"And moreover, Johanna, if you went on such a mission, remember you go with my knowledge, and that consequently I would bring you assistance, if you appeared not in the specified time for your return."

"Each moment, Arabella, the plan assumes to my mind a better shape. If Sweeney Todd be innocent of contriving anything against the life and liberty of those who seek his shop, I have nothing to fear; but if, on the contrary, he be guilty, danger to me would be the proof of such guilt, and that is a proof which I am willing to chance encountering for the sake of the great object I have in view; but how am I to provide myself with the necessary means?"

"Be at rest upon that score. My cousin Albert and you are as nearly of a size as possible. He will be staying here shortly, and I will secure from his wardrobe a suit of clothes, which I am certain will answer your purpose. But let me implore you to wait until you have had your second interview with Colonel Jeffery."

"That is well thought of; I will meet him, and question him closely as to the personal appearance of this Mr. Thornhill; beside, I shall hear if he has any confirmed suspicion on the subject."

"That is well, you will soon meet him, for the week is running on; and let me implore you, Johanna, to come to me the morning after you have so met him, and then we will again consult upon this plan of operations, which appears to us feasible and desirable."

Some more conversation of a similar character ensued between these young girls; and upon the whole, Johanna Oakley felt much comforted by her visit, and more able to think calmly as well as seriously upon the subject which engrossed her whole thoughts and feelings; and when she returned to her own home, she found that much of the excitement of despair which had formerly had possession of her, had given way to hope; and with that natural feeling of joyousness, and that elasticity of mind which belongs to the young, she began to build in her imagination some airy fabrics of future happiness. Certainly, these suppositions went upon the fact that Mark Ingestrie was a prisoner, and not that his life had been taken by the mysterious barber; for although the possibility of his having been murdered had found a home in her imagination, still to her pure spirit it seemed by far too hideous to be true, and she scarcely could be said really and truly to entertain it as a matter which was likely to be true.

CHAPTER XIV.
TOBIAS'S THREAT, AND ITS CONSEQUENCES.

Perhaps one of the most pitiable objects now in our history is poor Tobias, Sweeney Todd's boy, who certainly had his suspicions aroused in the most terrific manner, but who was terrified, by the threats of what the barber was capable of doing against his mother, from making any disclosures. The effect upon his personal appearance of this wear and tear of his intellect was striking and manifest. The hue of youth and health entirely departed from his cheeks, and he looked so sad and careworn, that it was quite a terrible thing to look upon a young lad so, as it were, upon the threshold of existence, and in whom anxious thoughts were making such war upon the physical energies. His cheeks were pale and sunken; his eyes had an unnatural brightness about them, and, to look upon his lips, one would think they had never parted in a smile for many a day, so sadly were they compressed together. He seemed ever to be watching likewise for something fearful, and even as he walked the streets he would frequently turn and look inquiringly around him with a shudder; and in his brief interview with Colonel Jeffery and his friend the captain, we can have a tolerably good comprehension of the state of his mind. Oppressed with fears, and all sorts of dreadful thoughts, panting to give utterance to what he knew and to what he suspected, yet terrified into silence for his mother's sake, we cannot but view him as signally entitled to the sympathy of the reader, and as, in all respects, one sincerely to be pitied for the cruel circumstances in which he was placed. The sun is shining brightly, and even that busy region of trade and commerce, Fleet-street, is looking gay and beautiful; but not for that poor spirit-stricken lad are any of the sights and sounds which used to make up the delight of his existence, reaching his eyes or ears now with their accustomed force. He sits moody and alone, and in the position which he always assumes when Sweeney Todd is from home—that is to say, with his head resting on his hands, and looking the picture of melancholy abstraction.

"What shall I do?" he said to himself, "what will become of me? I think if I live here any longer, I shall go out of my senses. Sweeney Todd is a murderer—I am quite certain of it, and I wish to say so, but I dare not for my mother's sake. Alas! alas! the end of it will be, that he will kill me, or that I shall go out of my senses, and then I shall die in some mad-house, and no one will care what I say."

The boy wept bitterly after he had uttered these melancholy reflections, and he felt his tears something of a relief to him, so that he looked up after a little time, and glanced around him.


* WORK INSTRUCTION
Repeat exactly the lines from the line containing "UI element localization: list" through the last line of the records below, inclusive, and nothing else.

Stored items from a collection
□ □ □
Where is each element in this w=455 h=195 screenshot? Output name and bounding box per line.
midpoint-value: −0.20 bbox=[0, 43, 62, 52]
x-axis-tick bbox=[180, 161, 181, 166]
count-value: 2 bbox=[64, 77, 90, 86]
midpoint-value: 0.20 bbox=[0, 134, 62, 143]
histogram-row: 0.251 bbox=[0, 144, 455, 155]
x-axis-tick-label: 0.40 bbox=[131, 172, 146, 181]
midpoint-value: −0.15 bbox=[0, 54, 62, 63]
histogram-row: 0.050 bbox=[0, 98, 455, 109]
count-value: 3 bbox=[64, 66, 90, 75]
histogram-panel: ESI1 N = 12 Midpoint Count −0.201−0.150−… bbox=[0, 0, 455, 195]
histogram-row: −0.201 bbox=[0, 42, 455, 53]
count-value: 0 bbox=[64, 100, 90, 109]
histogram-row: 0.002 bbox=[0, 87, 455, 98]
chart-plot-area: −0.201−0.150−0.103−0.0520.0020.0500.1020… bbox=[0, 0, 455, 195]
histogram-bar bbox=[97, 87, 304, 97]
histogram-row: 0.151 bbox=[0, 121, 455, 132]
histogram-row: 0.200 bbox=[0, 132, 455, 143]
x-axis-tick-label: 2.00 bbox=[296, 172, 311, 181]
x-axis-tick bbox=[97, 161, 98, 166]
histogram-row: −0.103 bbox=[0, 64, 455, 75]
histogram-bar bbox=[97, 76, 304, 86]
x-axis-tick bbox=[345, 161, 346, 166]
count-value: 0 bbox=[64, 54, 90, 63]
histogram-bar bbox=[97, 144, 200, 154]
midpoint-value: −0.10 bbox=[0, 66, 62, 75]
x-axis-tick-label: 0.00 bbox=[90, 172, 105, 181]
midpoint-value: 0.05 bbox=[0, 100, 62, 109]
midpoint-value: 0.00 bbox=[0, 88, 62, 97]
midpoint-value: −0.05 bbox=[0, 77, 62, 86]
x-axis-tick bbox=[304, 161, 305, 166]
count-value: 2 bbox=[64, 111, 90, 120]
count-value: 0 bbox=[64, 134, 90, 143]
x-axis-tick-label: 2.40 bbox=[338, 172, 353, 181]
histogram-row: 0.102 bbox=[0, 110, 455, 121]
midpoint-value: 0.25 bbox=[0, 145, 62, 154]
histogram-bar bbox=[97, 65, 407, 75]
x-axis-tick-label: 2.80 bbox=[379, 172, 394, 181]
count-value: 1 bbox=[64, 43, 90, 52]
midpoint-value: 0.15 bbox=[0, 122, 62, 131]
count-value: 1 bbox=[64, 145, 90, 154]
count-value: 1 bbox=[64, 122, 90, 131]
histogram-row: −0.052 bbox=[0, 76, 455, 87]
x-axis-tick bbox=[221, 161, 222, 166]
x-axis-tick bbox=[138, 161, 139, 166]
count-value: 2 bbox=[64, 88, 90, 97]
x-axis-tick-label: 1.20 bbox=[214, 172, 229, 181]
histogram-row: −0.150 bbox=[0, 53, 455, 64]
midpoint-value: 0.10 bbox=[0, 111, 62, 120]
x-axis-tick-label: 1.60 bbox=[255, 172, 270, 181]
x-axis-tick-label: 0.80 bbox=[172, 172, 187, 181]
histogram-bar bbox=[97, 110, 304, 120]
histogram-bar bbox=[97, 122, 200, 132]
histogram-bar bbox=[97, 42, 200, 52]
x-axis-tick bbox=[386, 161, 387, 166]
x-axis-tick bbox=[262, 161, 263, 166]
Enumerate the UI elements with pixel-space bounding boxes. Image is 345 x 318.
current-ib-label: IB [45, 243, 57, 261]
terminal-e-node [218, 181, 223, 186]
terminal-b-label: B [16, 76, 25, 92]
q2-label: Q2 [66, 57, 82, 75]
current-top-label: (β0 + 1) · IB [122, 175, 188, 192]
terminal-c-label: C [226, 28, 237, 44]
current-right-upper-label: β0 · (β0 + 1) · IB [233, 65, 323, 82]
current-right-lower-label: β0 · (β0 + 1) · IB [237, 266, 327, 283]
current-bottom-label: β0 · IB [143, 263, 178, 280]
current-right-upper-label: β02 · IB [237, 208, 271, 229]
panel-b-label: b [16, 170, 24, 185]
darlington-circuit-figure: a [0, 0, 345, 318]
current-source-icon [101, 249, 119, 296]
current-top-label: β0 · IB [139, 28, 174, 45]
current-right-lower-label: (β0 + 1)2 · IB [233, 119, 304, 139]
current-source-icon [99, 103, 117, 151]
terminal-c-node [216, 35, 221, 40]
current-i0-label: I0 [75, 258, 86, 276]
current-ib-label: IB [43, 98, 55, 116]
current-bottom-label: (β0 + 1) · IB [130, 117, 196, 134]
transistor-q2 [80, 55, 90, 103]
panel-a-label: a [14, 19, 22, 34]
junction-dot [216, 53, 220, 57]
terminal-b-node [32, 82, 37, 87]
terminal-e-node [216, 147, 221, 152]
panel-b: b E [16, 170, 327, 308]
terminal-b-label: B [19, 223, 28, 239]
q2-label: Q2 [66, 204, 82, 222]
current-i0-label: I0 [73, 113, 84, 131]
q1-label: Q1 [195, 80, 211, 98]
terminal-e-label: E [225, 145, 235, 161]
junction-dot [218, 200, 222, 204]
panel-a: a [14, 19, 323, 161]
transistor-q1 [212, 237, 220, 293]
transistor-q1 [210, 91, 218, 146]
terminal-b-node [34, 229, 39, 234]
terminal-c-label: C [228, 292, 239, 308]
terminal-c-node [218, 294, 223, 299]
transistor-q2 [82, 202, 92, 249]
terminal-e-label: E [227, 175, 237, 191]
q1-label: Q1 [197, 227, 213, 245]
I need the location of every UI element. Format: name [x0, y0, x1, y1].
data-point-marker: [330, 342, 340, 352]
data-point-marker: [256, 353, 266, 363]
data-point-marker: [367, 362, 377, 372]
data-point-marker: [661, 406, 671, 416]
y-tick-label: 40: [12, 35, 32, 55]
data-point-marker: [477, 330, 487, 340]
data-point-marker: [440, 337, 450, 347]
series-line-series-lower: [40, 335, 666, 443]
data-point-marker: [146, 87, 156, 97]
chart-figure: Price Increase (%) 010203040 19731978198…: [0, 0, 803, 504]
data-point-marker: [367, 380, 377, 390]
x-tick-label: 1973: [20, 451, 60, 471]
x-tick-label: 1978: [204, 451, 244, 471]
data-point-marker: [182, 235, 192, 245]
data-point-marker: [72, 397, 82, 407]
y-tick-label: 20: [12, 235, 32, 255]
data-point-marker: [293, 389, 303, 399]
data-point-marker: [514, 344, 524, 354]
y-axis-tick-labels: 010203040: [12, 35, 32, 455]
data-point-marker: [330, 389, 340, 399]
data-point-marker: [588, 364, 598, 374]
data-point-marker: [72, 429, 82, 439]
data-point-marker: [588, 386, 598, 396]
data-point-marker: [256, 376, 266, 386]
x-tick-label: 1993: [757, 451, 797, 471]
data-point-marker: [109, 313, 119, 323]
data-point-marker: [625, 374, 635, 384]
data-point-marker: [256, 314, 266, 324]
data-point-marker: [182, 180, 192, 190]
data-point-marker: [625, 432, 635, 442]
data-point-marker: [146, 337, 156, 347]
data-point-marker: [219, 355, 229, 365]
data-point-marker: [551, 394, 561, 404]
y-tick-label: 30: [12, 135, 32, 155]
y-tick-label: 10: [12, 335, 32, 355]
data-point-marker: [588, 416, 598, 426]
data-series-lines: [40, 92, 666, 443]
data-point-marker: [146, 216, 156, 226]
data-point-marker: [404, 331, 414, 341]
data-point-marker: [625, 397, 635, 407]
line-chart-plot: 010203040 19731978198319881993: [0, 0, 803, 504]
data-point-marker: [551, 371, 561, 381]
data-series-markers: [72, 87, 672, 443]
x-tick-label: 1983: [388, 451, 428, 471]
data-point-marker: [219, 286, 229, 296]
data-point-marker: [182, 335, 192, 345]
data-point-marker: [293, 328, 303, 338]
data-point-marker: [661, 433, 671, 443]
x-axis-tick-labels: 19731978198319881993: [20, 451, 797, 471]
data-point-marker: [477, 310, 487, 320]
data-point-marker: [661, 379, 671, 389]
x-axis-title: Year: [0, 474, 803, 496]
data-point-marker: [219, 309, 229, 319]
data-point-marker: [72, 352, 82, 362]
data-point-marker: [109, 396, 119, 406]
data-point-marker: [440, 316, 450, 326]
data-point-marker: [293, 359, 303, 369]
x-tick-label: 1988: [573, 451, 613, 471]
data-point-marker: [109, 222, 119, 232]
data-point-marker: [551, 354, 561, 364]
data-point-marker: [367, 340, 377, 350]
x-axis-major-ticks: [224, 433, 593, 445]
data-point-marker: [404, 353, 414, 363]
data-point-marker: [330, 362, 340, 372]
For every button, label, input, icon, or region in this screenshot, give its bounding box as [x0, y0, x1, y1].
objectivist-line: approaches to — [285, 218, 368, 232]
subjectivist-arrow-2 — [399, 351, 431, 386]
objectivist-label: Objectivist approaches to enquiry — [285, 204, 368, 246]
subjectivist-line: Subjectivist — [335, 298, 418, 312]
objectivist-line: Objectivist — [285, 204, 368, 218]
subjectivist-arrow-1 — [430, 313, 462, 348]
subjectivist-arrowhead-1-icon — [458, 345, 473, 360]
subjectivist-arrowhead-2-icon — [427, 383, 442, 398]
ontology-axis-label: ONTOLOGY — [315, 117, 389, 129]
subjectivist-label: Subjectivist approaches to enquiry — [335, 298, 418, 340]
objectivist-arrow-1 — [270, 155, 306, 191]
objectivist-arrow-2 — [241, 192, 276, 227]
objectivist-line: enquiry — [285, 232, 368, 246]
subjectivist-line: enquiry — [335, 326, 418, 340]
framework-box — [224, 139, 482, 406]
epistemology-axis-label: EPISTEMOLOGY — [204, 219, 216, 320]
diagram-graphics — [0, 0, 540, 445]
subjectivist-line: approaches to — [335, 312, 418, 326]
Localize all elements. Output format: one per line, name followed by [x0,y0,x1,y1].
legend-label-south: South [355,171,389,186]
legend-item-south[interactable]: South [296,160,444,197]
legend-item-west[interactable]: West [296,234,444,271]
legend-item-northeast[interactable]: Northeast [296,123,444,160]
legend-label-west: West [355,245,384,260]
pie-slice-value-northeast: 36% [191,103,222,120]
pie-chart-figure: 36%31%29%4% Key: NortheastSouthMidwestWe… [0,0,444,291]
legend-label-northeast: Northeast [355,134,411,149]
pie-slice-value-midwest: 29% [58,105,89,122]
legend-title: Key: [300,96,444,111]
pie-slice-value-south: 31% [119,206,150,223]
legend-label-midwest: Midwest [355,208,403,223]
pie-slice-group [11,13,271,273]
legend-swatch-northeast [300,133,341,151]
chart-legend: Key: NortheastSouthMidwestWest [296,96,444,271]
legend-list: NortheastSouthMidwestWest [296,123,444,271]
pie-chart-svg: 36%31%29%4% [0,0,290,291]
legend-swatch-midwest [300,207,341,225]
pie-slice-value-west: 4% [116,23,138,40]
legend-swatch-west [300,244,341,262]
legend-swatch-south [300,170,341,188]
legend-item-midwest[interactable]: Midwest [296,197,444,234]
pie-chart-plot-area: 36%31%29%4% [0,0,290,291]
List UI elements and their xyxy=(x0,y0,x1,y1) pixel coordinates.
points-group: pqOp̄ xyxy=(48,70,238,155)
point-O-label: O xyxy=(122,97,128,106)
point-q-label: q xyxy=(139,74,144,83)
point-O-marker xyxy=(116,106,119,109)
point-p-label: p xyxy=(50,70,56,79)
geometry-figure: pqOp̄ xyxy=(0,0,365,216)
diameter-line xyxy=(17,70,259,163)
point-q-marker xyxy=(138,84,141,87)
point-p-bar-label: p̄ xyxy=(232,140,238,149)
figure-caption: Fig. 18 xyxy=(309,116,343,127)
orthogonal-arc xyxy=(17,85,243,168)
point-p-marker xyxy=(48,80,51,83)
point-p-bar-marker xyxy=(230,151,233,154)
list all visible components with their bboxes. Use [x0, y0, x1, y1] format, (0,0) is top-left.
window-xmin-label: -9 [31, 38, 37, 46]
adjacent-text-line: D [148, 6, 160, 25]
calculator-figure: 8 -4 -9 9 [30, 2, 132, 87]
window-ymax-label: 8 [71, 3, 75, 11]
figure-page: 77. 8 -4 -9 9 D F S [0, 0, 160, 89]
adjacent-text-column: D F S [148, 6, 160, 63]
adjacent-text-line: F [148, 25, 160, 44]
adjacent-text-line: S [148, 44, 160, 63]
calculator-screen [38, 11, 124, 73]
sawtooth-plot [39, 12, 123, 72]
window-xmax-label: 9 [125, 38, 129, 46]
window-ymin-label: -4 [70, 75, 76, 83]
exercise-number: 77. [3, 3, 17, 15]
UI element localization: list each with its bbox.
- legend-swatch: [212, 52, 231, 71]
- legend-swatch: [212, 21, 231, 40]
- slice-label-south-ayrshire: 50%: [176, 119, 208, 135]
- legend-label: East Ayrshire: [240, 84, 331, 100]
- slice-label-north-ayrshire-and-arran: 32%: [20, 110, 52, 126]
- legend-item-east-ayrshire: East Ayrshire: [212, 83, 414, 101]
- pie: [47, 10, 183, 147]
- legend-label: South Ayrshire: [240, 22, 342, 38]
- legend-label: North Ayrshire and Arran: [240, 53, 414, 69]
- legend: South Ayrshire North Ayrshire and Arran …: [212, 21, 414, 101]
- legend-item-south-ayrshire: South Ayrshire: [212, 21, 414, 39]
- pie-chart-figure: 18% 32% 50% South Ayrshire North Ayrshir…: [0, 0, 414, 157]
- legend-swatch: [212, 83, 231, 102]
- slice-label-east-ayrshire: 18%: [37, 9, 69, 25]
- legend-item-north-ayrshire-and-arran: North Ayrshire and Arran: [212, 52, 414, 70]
□ □ □
* OUTPUT BELOW
UI element localization: list each with its bbox.
- legend-swatch: [212, 52, 231, 71]
- legend-swatch: [212, 21, 231, 40]
- slice-label-south-ayrshire: 50%: [176, 119, 208, 135]
- legend-label: East Ayrshire: [240, 84, 331, 100]
- slice-label-north-ayrshire-and-arran: 32%: [20, 110, 52, 126]
- legend-item-east-ayrshire: East Ayrshire: [212, 83, 414, 101]
- pie: [47, 10, 183, 147]
- legend-label: South Ayrshire: [240, 22, 342, 38]
- legend-label: North Ayrshire and Arran: [240, 53, 414, 69]
- legend: South Ayrshire North Ayrshire and Arran …: [212, 21, 414, 101]
- legend-item-south-ayrshire: South Ayrshire: [212, 21, 414, 39]
- pie-chart-figure: 18% 32% 50% South Ayrshire North Ayrshir…: [0, 0, 414, 157]
- legend-swatch: [212, 83, 231, 102]
- slice-label-east-ayrshire: 18%: [37, 9, 69, 25]
- legend-item-north-ayrshire-and-arran: North Ayrshire and Arran: [212, 52, 414, 70]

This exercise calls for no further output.